Current Institutional Affiliation
Research Assistant, Anthropology & Archaeology, University of Pretoria

Award Information

Next Generation Social Sciences in Africa: Doctoral Dissertation Completion Fellowship 2015
Institutional Affiliation (at time of award):
Anthropology & Archaeology, University of Pretoria
Decentralisation and Community Participation: An Ethnography of Local Development and Municipal Politics in Cameroon.
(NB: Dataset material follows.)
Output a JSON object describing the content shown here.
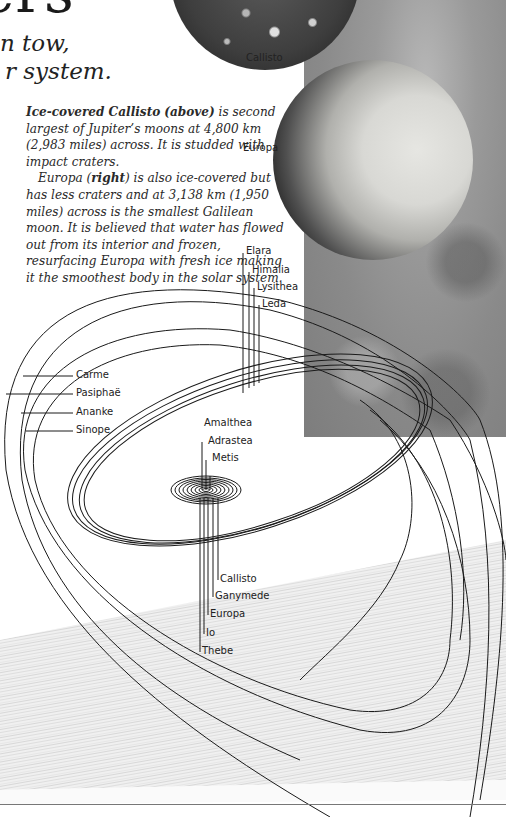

My proposal seeks to examine how decentralization has played out in Cameroon since its effective implementation in 2004, following constitutional changes in 1996; amid economic crisis and structural adjustments. At the time, it was generally believed that change on the economic as well as political fronts was imperative. However, what obtained in Cameroon was half-baked economic reforms, and the politicization of democratic reforms. Regarding decentralization, I contend that, privy to events in Africa, and other parts of the world, whereby dictatorial regimes were being toppled by the masses, the ruling elites in Cameroon most of whom had by the 1990s been shuttling within the state apparatus for over three decades, successfully thwarted popular demands for constitutional reforms, by transforming them into a façade of meaningless cosmetic changes that projected decentralization as a genuine opportunity for local autonomy, and municipal councils presented as credible forums for community participation in local development.